## Work to be completed
Without changing a character, return the entries, but not the images they hold.

========================

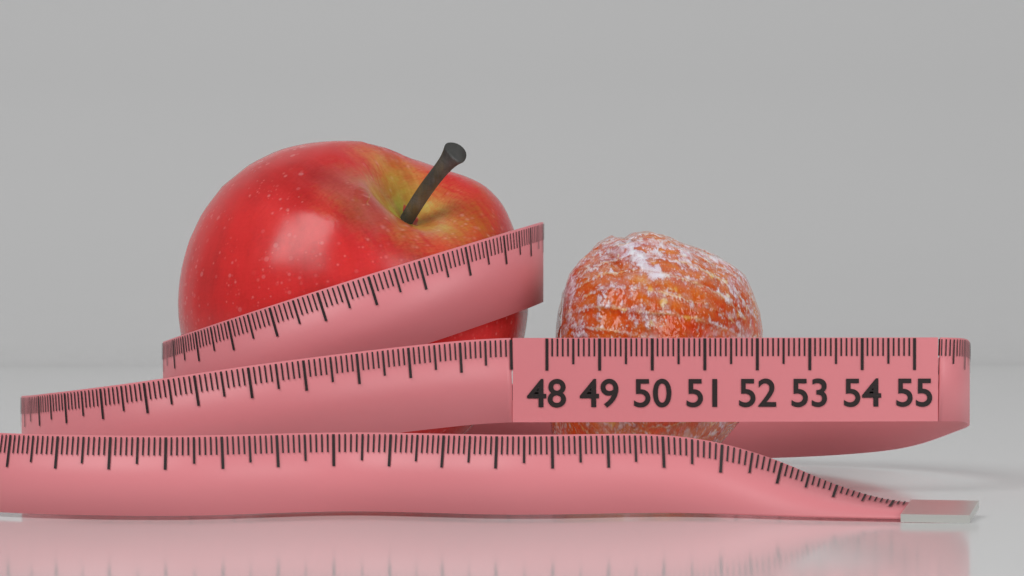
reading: 52.3 (no unit)
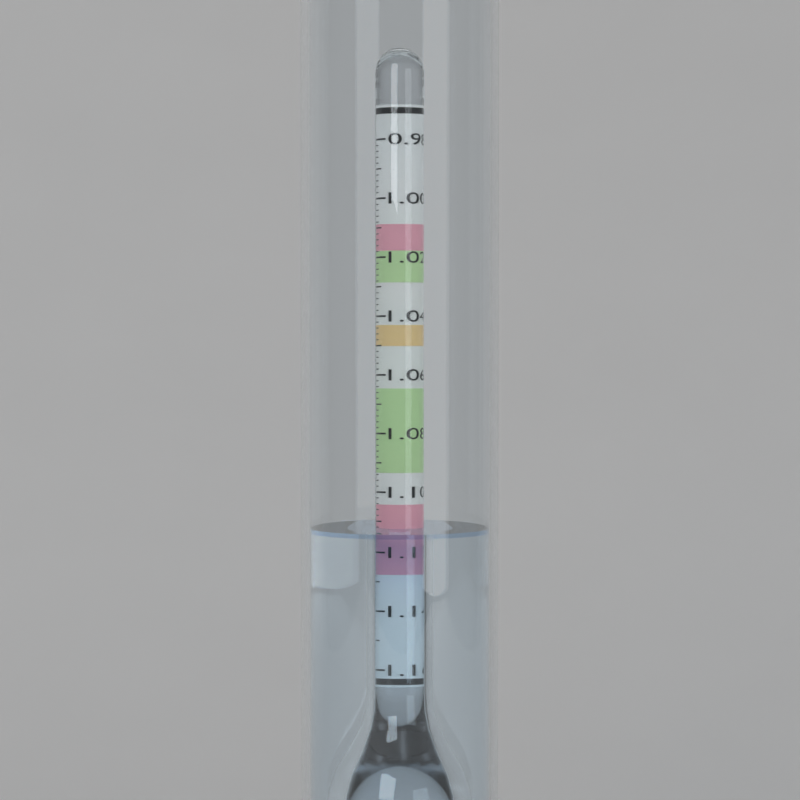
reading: 1.112 (no unit)
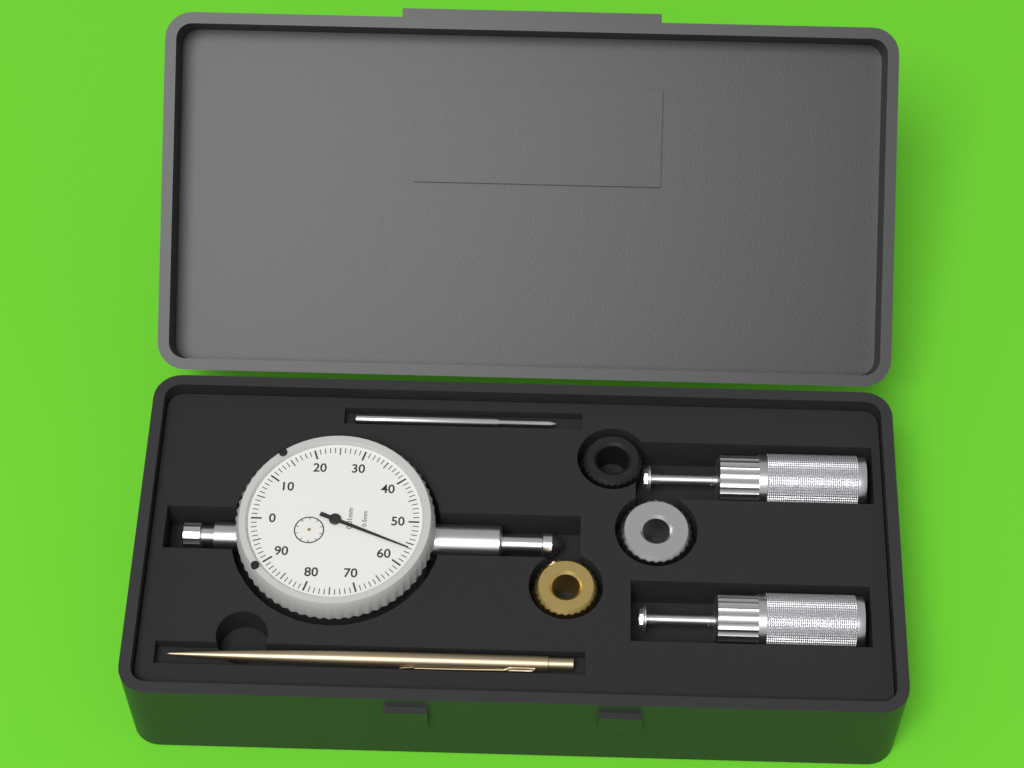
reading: 0.56 mm
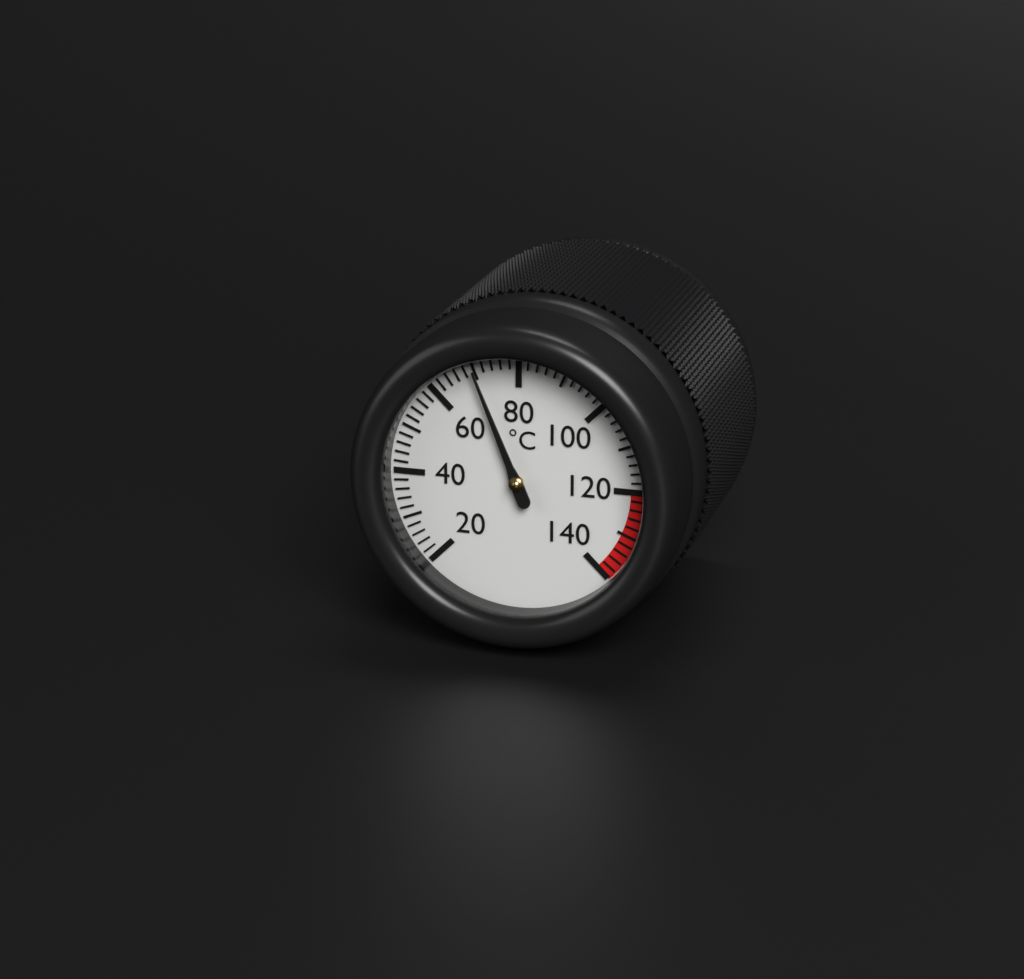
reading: 70 °C
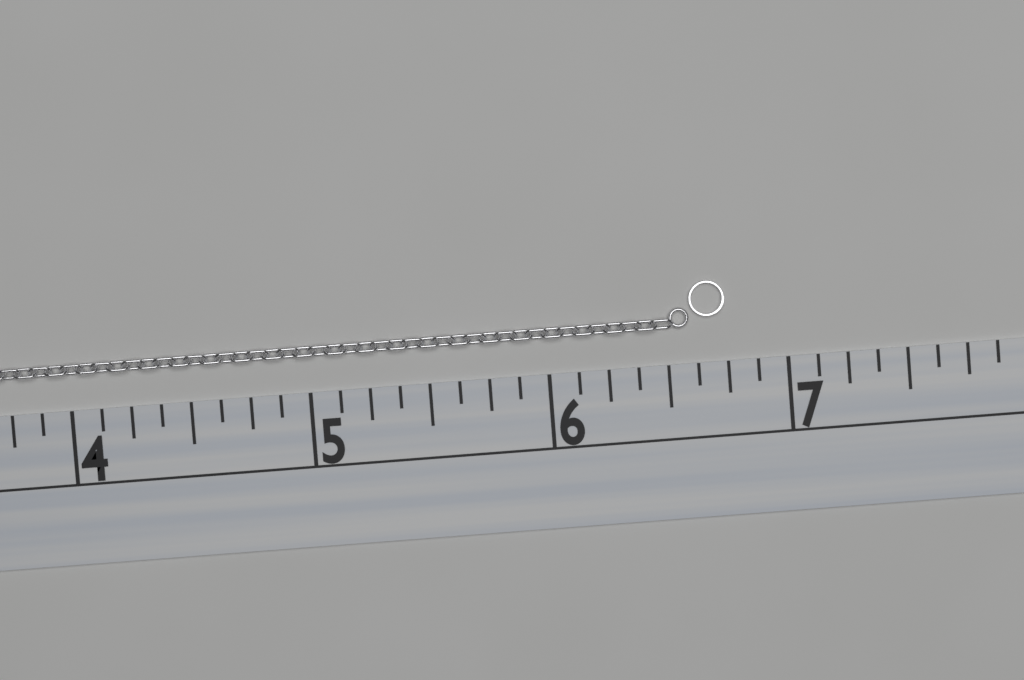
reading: 6.750 (no unit)
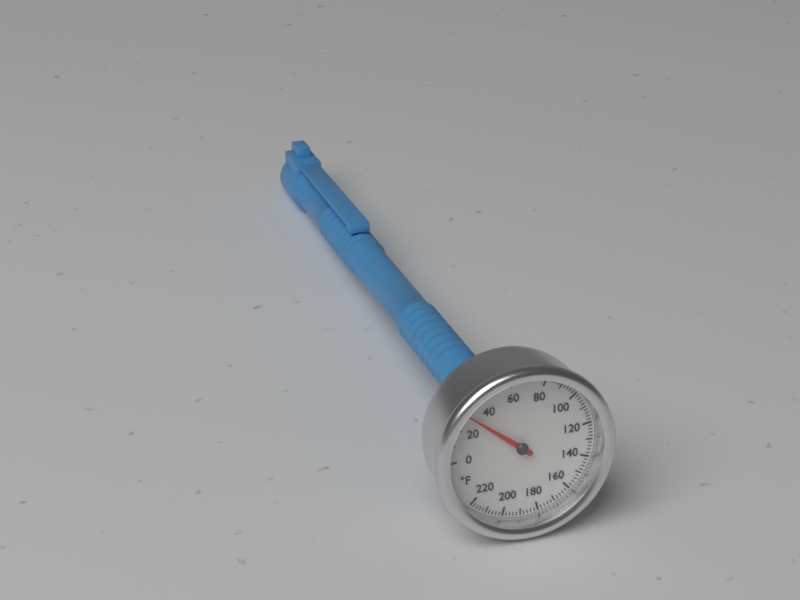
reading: 30 °F
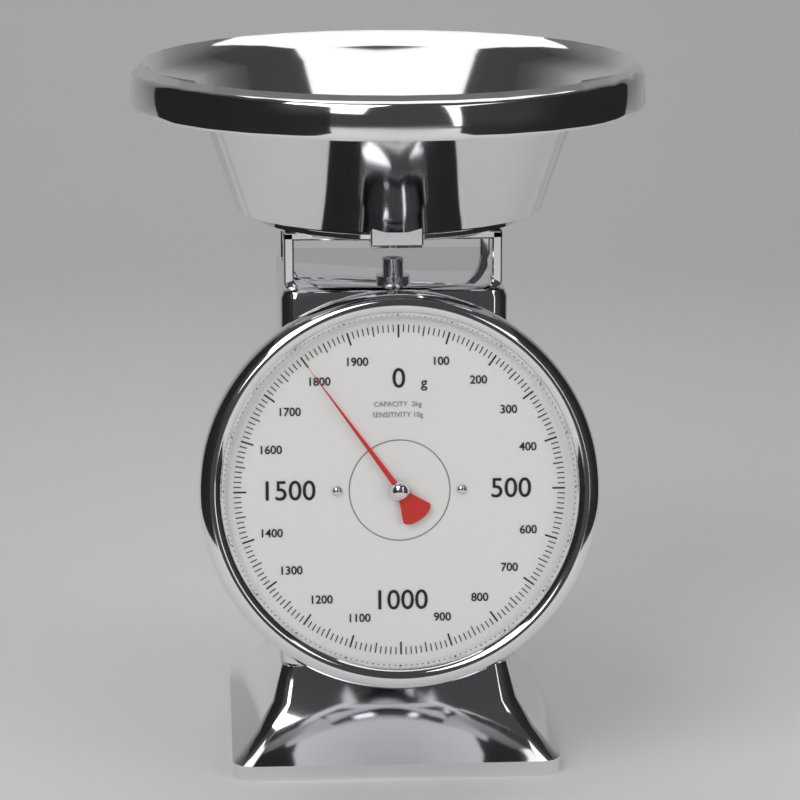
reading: 1800 g
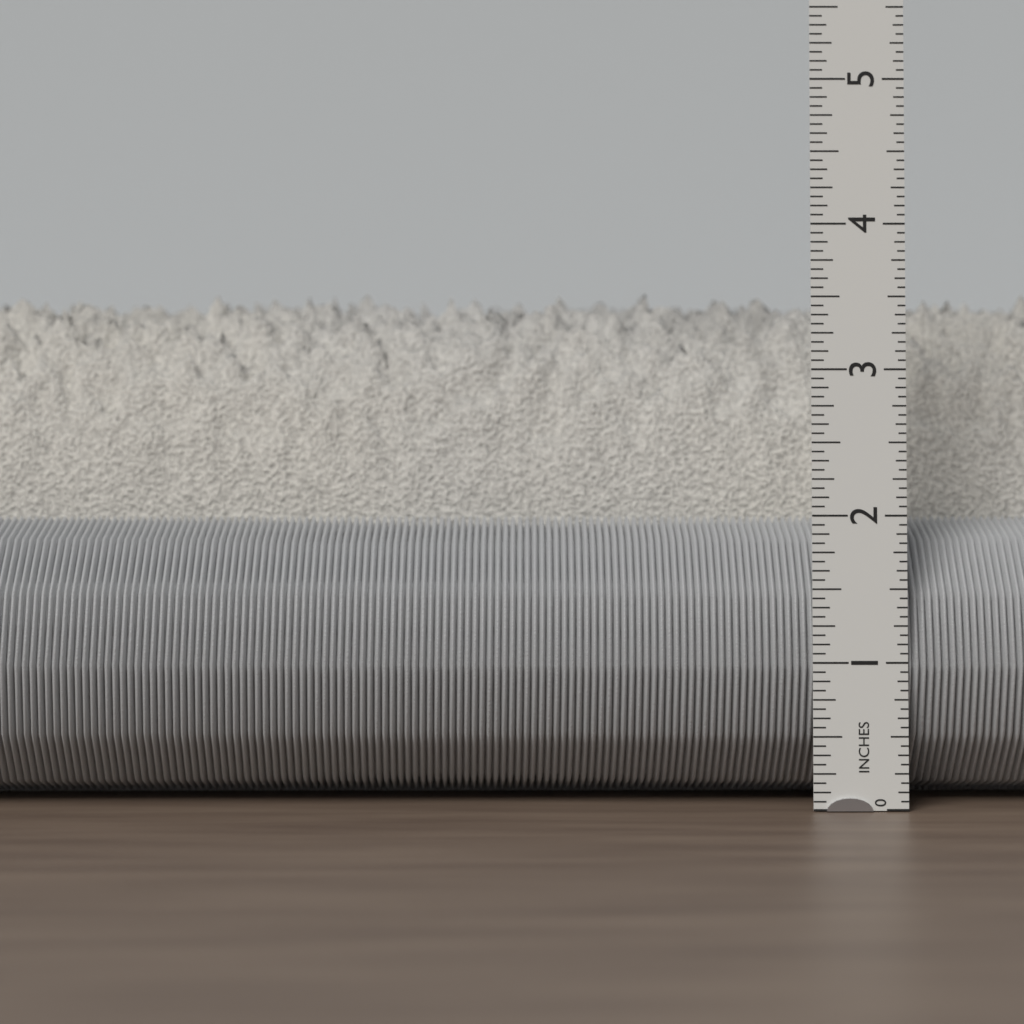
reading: 3.6250 in
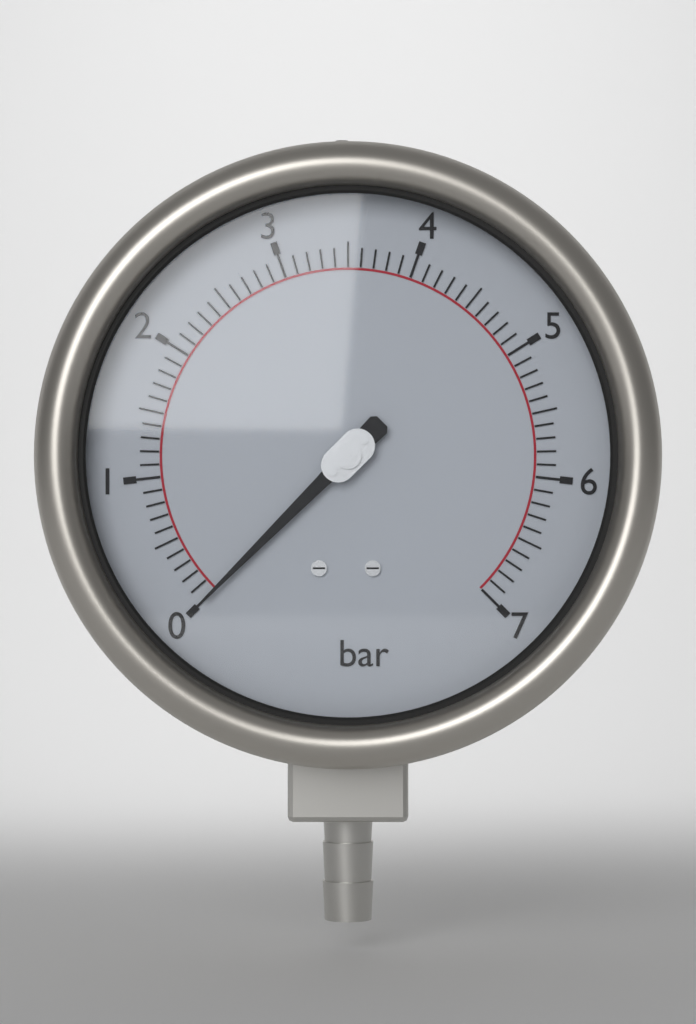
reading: 0.0 bar
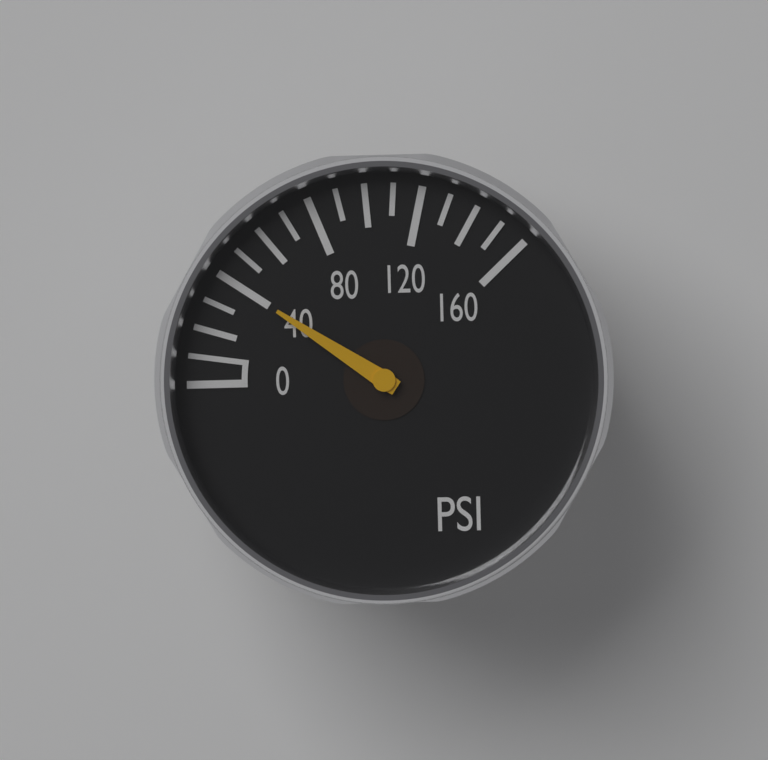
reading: 40 psi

========================

## Response for this exercise
reading: 52.3 (no unit)
reading: 1.112 (no unit)
reading: 0.56 mm
reading: 70 °C
reading: 6.750 (no unit)
reading: 30 °F
reading: 1800 g
reading: 3.6250 in
reading: 0.0 bar
reading: 40 psi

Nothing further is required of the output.